Rawthere! Thought he
had a deposit of lead in his penis.
Trumpery
insanity.
Bartle
the Bread we calls
him. That, sir, was
once a
prosperous cit.
Man all tattered and torn that married a maiden all forlorn. Slung her hook, she
did. Here see lost love. Walking Mackintosh of lonely canyon. Tuck and turn in.
Schedule time.
Nix for the
hornies. Pardon? Seenº him today at a
runefal? Chum o yourn
passed in his
checks? Ludamassy! Pore
piccaninniesº! Thou'll no be telling
me thot, Pold veg! Did ums
blubble bigsplash
crytears cos frienº Padney was took off
in black bag?º Of all de darkies Massa
Pat was verra best. I never see the like since I was born. Tiens, tiens,
but it is well sad, that, my faith, yes. O get,
rev on a
gradient one in
nine. Live axle
drives are souped. Lay you two to one
Jenatzy licks him
ruddy well hollow.
Jappies? High angle
fire, inyah! Sunk by war specials. Be worse for him, says he, nor any
Rooshian. Time all.
There's eleven of
them. Get ye gone. Forward,
woozy wobblers!
Night. Night. May
Allah,º
the Excellent One,º your soul this night ever tremendously conserve.
{u21, 475}
Your attention! We're nae thaº fou. The Leith police dismisseth us. The least tholice. Ware hawks for the chap puking. Unwell in his abominable regions. Yooka. Night. Mona, my thrue love. Yook. Mona, my own love. Ook.
Hark! Shut your obstropolosº. Pflaap! Pflaap!º Blazeº on. There she goes. Brigade! Bout ship. Mount street way. Cut up. Pflaap! Tally ho. You not come? Run, skelter, race. Pflaaaap!

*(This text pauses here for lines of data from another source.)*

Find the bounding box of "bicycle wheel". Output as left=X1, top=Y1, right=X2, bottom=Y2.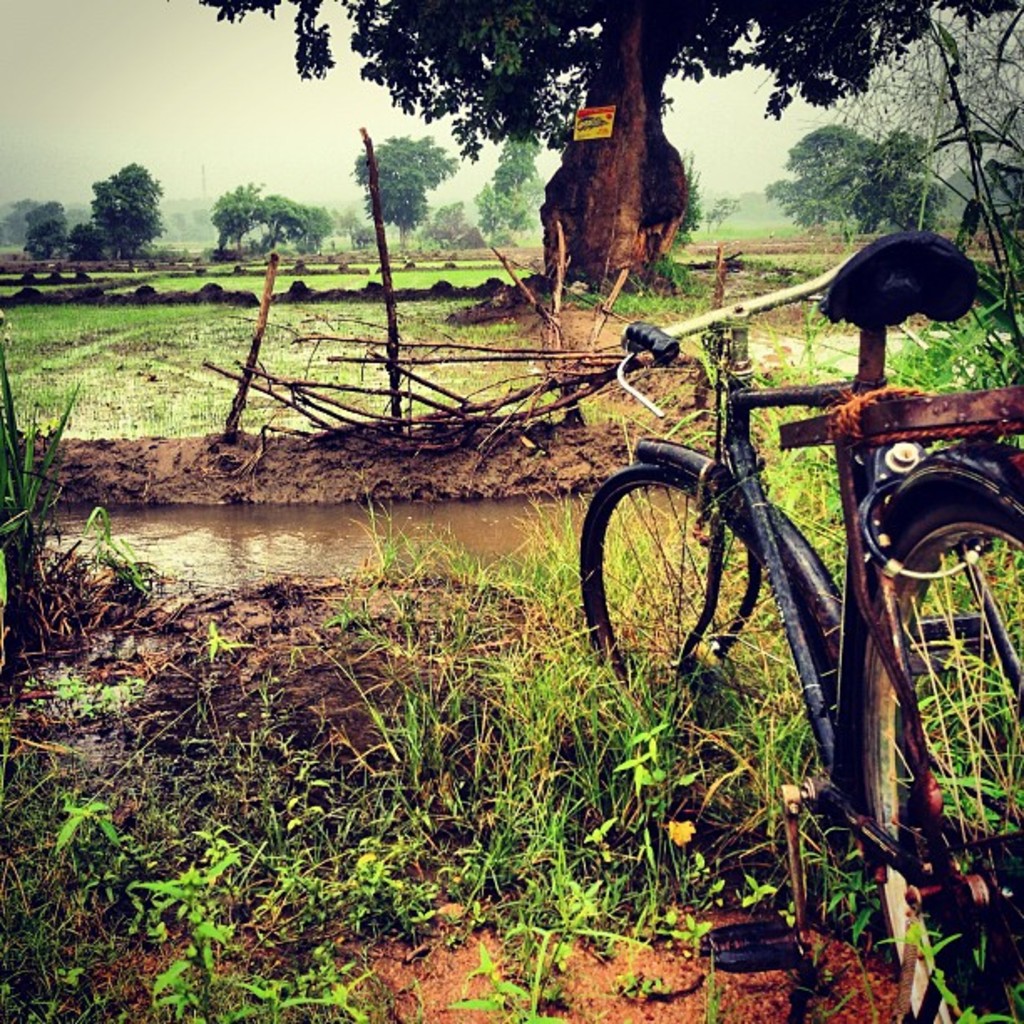
left=569, top=440, right=776, bottom=716.
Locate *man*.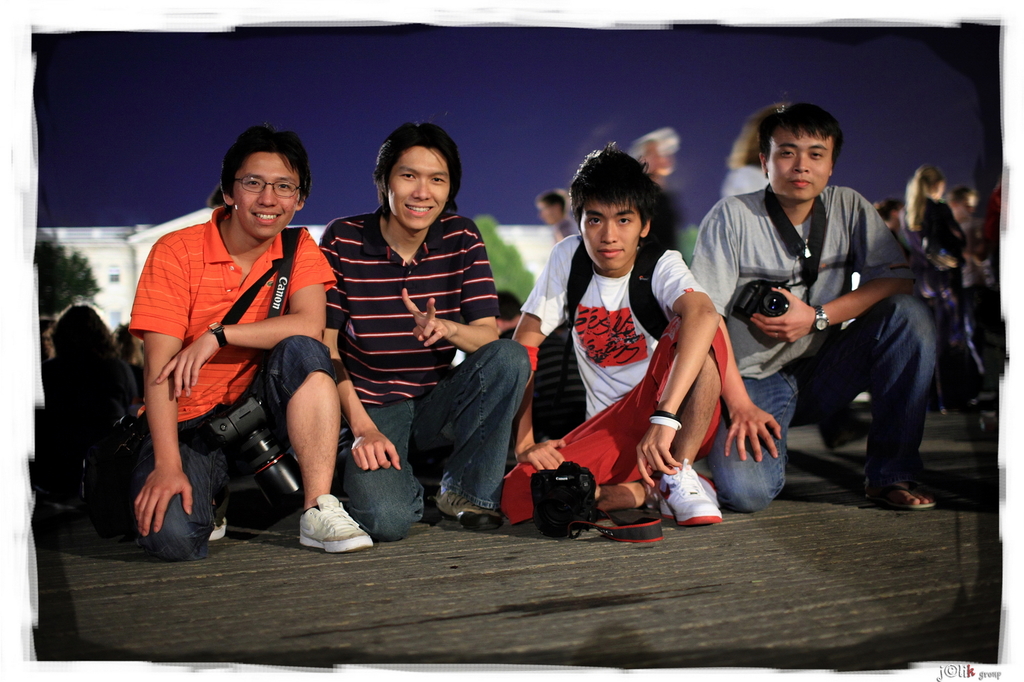
Bounding box: (499,136,730,525).
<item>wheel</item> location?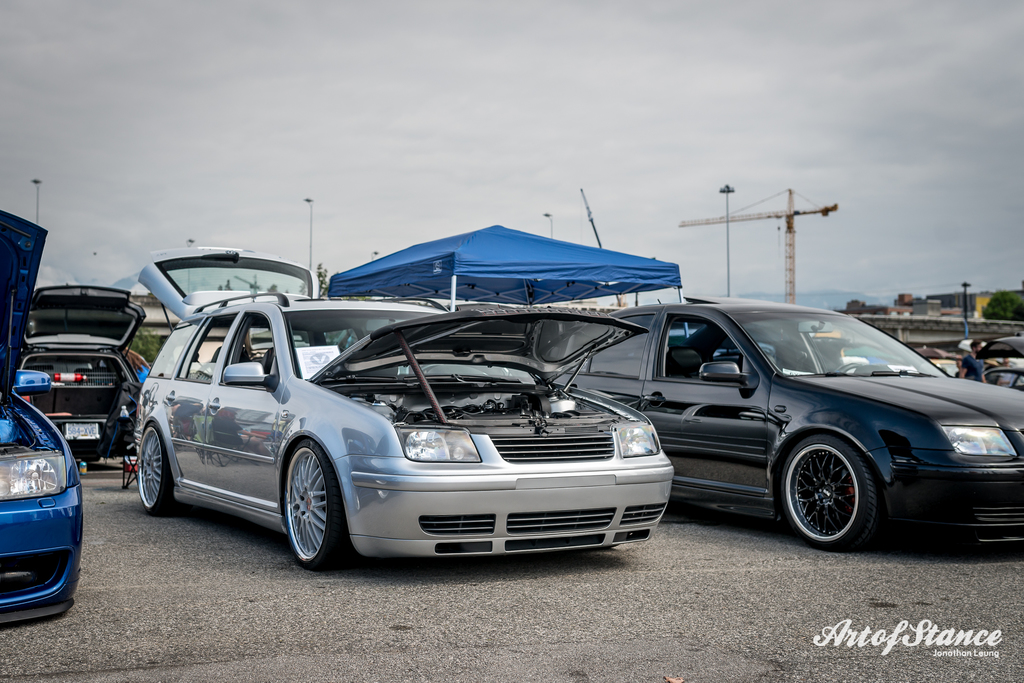
locate(138, 419, 180, 516)
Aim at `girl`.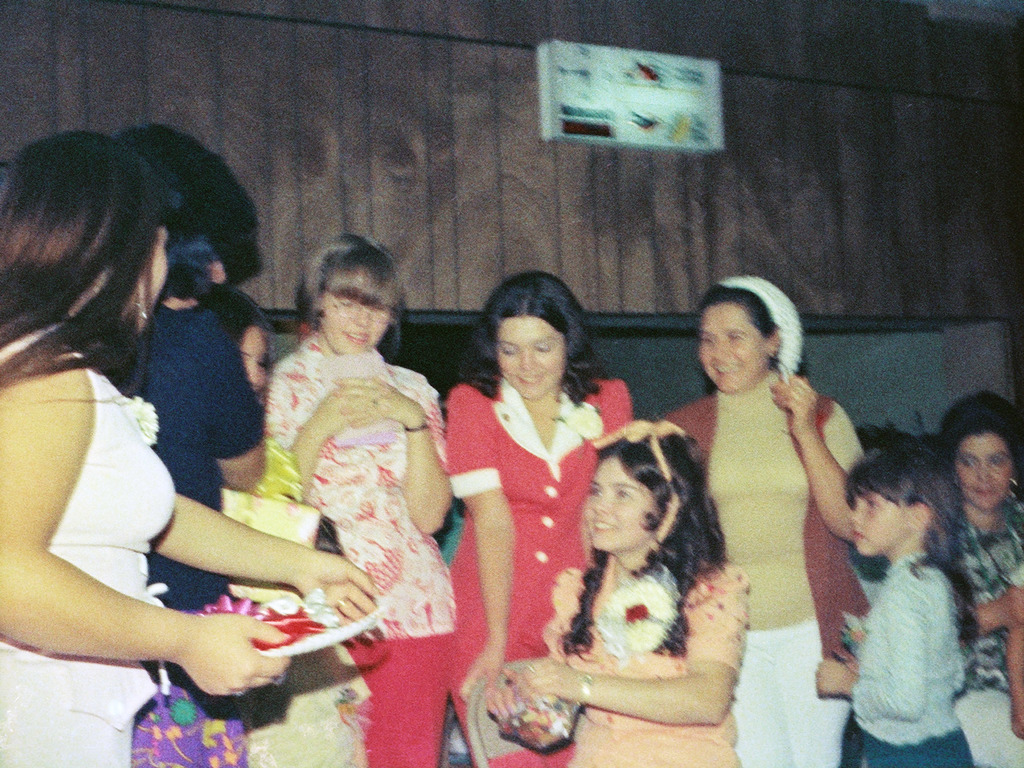
Aimed at [x1=509, y1=421, x2=737, y2=766].
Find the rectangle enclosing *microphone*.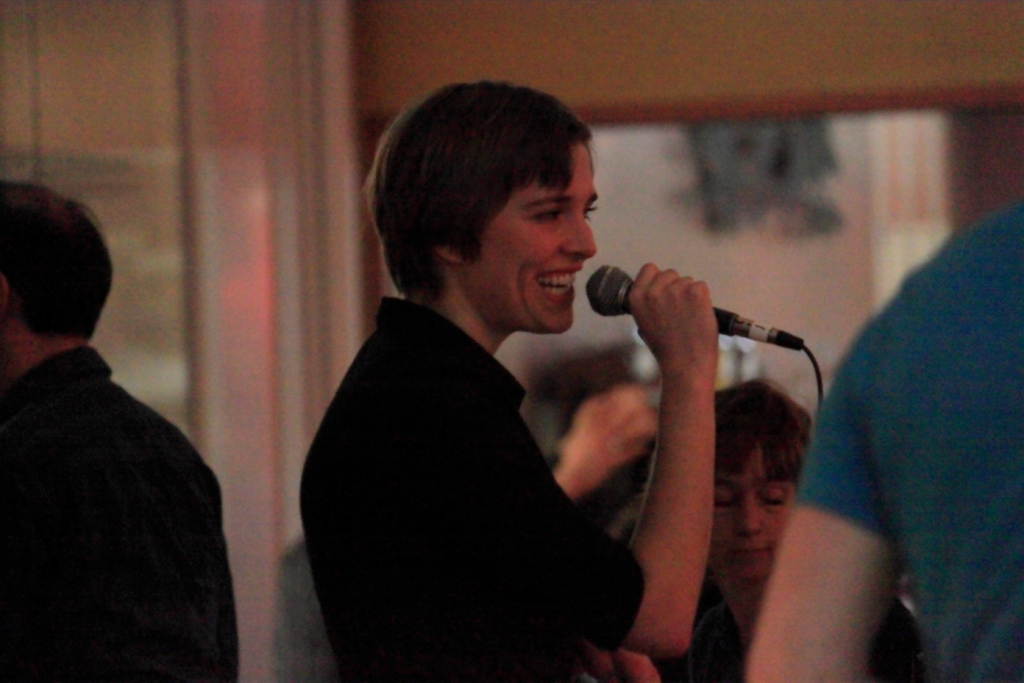
585,259,810,352.
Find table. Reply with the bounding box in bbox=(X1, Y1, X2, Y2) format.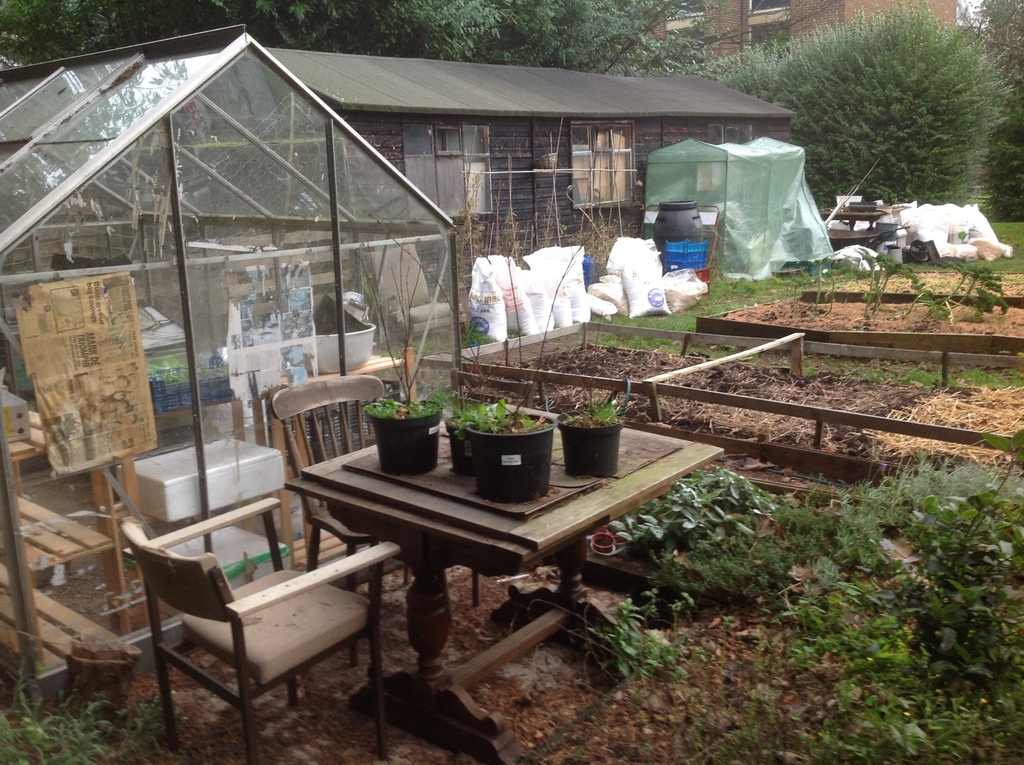
bbox=(291, 392, 730, 678).
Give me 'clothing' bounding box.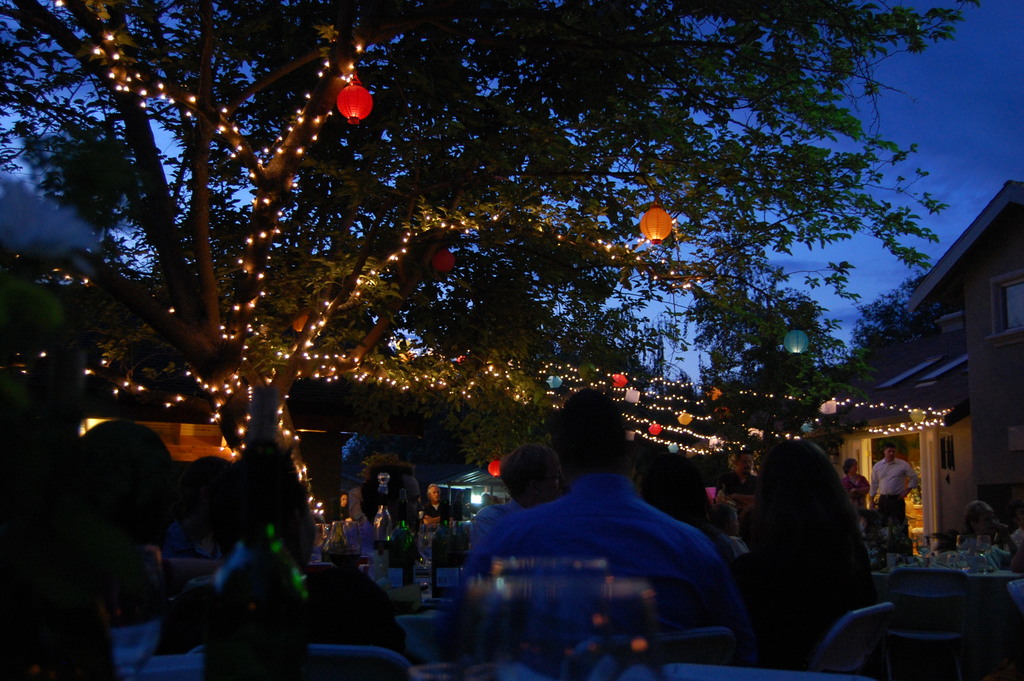
[x1=428, y1=473, x2=762, y2=666].
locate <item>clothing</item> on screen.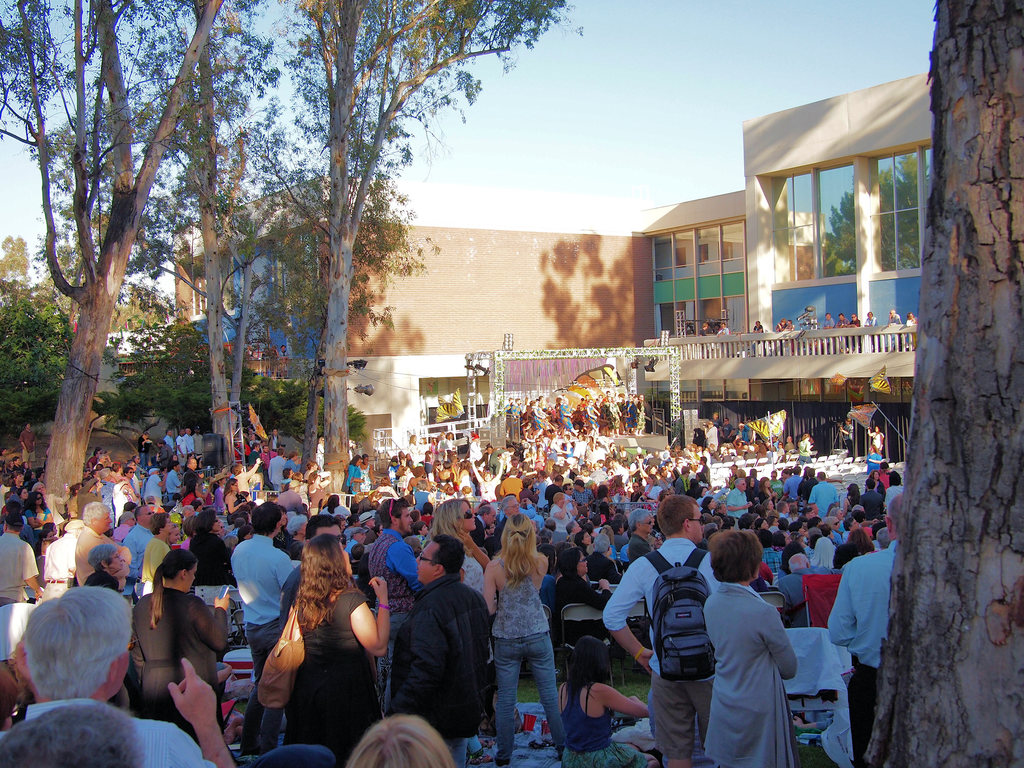
On screen at box(752, 323, 763, 332).
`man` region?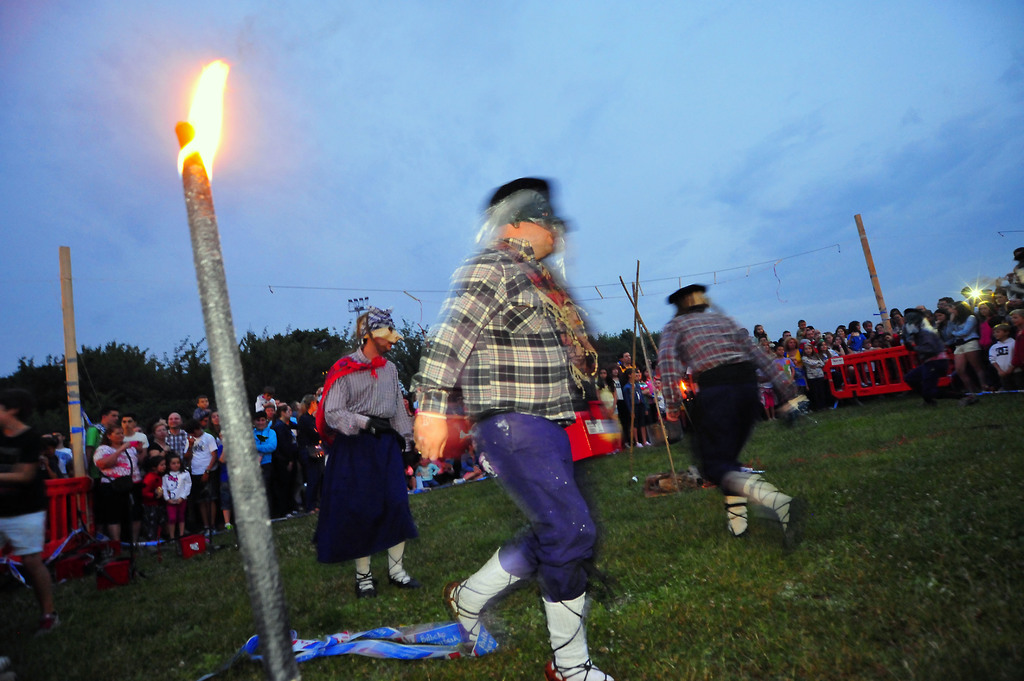
pyautogui.locateOnScreen(316, 310, 419, 596)
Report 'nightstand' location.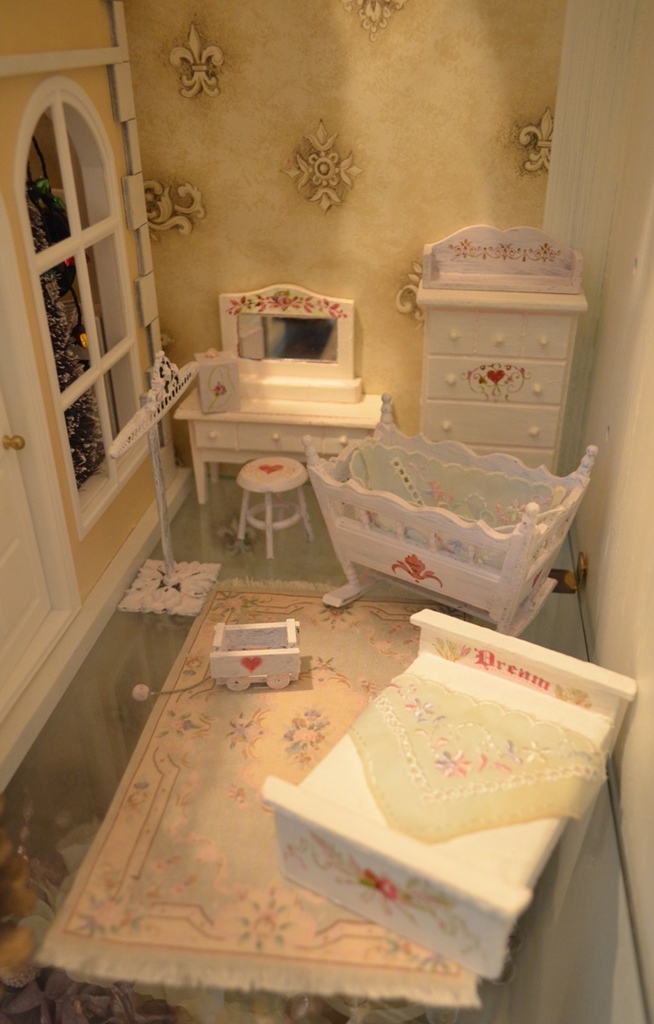
Report: <region>409, 238, 593, 446</region>.
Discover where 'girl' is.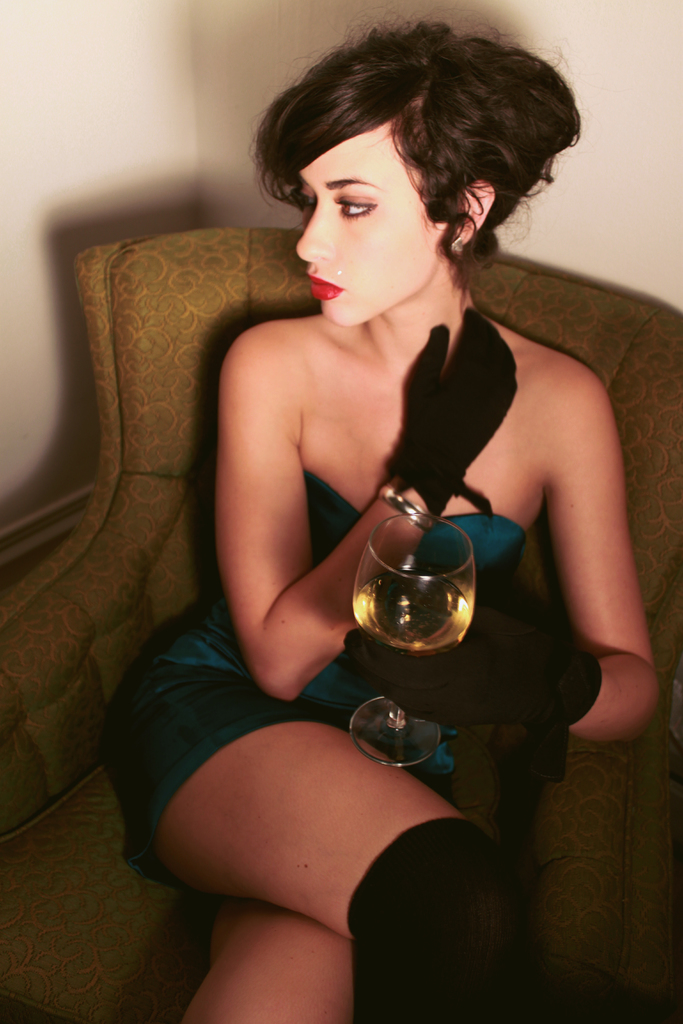
Discovered at x1=107 y1=24 x2=664 y2=1023.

Lynch! Hey? Sign on long o me. Denzille lane this way. Change here for Bawdyhouse. We two, she said, will seek the kips where shady Mary is. Righto, any old time. Laetabuntur in cubilibus suis. You coming long? Whisper, who the sooty hell's the johnny in the black duds? Hush! Sinned against the light and even now that day is at hand when he shall come to judge the world by fire. Pflaap! Ut implerentur scripturae. Strike up a ballad. Then outspake medical Dick to his comrade medical Davy. Christicle, who's this excrement yellow gospeller on the Merrion hall? Elijah is coming. Washedº in the Blood of the Lamb. Come on, you winefizzling ginsizzling booseguzzlingº existences! Come on, you dog-gone, bullnecked, beetlebrowed, hogjowled, peanutbrained, weaseleyed fourflushers, false alarms and excess baggage! Come on, you triple extract of infamy! Alexander J. Christ Dowie,º that's yanked to glory most half this planet from 'Frisco Beach to Vladivostok. The Deity aint no nickel dime bumshow. I put it to you that he's on the square and a corking fine business propositionº. He's the grandest thing yet and don't you forget it. Shout salvation in King Jesus. You'll need to rise precious early, you sinner there, if you want to diddle the Almighty God. Pflaaaap! Not half. He's got a coughmixture with a punch in it for you, my friend, in his backpocket. Just you try it on.